No credit card required
Browse credit cards from a variety of issuers to see if there's a better card for you.
Looking for a mortgage or an auto loan may cause multiple lenders to request your credit report, even though youre only looking for one loan. To compensate for this, the score ignores all mortgage and auto inquiries made in the 30 days prior to scoring. So if you find a loan within 30 days, the inquiries won't affect your score while you're rate shopping.
In addition, the score looks on your credit report for auto or mortgage inquiries older than 30 days. If it finds some, it counts all those inquiries that fall in a typical shopping period as just one inquiry when determining your score. For FICO scores calculated from older versions of the scoring formula, this shopping period is any 14 day span. For FICO scores calculated from the newest versions of the scoring formula, this shopping period is any 45 day span. Each lender chooses which version of the FICO scoring formula it wants the credit reporting agency to use to calculate your FICO score.
Hope that helps!
Technically Credstar still has PP. I would kindly ask them to remove any dupes.
MercyMe wrote:Hummmm ... For reasons of "permissable purpose" I have been hestitant to dispute several double-reported hard inquiries, on my credit reports -- such as two hits within two days from Credstar, during the time I was refinancing the house. Should I dispute these?
clownsquad wrote:
with apologies, i'd just like to be clear on this... using myfico to get my fico scores does not lower my scores and, in theory, i could pull these scores monthly with no adverse effect?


THE TASK: The requested output is every line from the one with "y1, x2, y2." through the last line below, printed exactly.

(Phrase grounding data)

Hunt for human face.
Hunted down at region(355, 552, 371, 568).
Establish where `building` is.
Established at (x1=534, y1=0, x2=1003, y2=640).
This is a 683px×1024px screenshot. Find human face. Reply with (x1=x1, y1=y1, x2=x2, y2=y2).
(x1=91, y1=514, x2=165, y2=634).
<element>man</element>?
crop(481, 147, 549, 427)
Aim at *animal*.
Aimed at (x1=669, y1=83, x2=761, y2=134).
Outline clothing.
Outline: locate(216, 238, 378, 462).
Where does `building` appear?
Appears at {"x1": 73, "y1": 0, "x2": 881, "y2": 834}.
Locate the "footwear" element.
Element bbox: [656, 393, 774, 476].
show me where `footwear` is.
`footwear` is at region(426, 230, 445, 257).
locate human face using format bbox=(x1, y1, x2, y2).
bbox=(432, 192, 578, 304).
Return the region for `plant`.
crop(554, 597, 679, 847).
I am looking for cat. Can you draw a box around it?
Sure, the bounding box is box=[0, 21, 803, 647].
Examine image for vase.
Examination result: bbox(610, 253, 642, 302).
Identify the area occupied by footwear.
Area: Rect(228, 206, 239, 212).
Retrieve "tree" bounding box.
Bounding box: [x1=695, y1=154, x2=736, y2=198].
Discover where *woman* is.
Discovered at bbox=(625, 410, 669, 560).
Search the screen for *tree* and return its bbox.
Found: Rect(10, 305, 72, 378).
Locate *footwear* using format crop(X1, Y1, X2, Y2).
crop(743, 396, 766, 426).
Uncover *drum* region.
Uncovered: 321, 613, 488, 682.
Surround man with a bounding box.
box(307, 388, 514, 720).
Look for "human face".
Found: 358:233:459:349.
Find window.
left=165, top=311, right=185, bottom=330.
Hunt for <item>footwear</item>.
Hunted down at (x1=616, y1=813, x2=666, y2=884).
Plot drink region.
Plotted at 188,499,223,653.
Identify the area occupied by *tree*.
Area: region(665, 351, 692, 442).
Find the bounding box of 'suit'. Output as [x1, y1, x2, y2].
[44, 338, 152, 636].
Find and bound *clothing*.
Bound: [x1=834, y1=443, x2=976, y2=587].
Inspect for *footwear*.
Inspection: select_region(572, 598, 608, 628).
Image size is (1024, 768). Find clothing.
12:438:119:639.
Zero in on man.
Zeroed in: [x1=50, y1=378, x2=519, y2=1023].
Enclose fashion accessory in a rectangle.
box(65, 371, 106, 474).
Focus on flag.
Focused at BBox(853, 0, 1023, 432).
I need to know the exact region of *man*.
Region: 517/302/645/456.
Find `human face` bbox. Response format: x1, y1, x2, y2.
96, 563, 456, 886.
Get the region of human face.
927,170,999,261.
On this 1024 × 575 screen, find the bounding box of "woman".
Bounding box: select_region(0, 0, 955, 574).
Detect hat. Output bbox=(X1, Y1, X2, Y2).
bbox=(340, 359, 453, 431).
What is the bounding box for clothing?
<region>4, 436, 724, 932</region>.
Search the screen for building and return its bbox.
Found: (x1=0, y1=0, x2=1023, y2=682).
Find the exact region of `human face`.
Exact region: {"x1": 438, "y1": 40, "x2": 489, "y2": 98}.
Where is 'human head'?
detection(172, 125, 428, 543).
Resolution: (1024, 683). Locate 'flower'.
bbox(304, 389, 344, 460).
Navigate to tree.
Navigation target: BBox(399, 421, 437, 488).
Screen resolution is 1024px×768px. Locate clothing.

TASK OUTPUT:
Find `human face` bbox. Response format: x1, y1, x2, y2.
96, 563, 456, 886.
Get the region of human face.
927,170,999,261.
On this 1024 × 575 screen, find the bounding box of "woman".
Bounding box: select_region(0, 0, 955, 574).
Detect hat. Output bbox=(X1, Y1, X2, Y2).
bbox=(340, 359, 453, 431).
What is the bounding box for clothing?
<region>4, 436, 724, 932</region>.
Search the screen for building and return its bbox.
Found: (x1=0, y1=0, x2=1023, y2=682).
Find the exact region of `human face`.
Exact region: {"x1": 438, "y1": 40, "x2": 489, "y2": 98}.
Where is 'human head'?
detection(172, 125, 428, 543).
Resolution: (1024, 683). Locate 'flower'.
bbox(304, 389, 344, 460).
Navigate to tree.
Navigation target: BBox(399, 421, 437, 488).
Screen resolution is 1024px×768px. Locate clothing.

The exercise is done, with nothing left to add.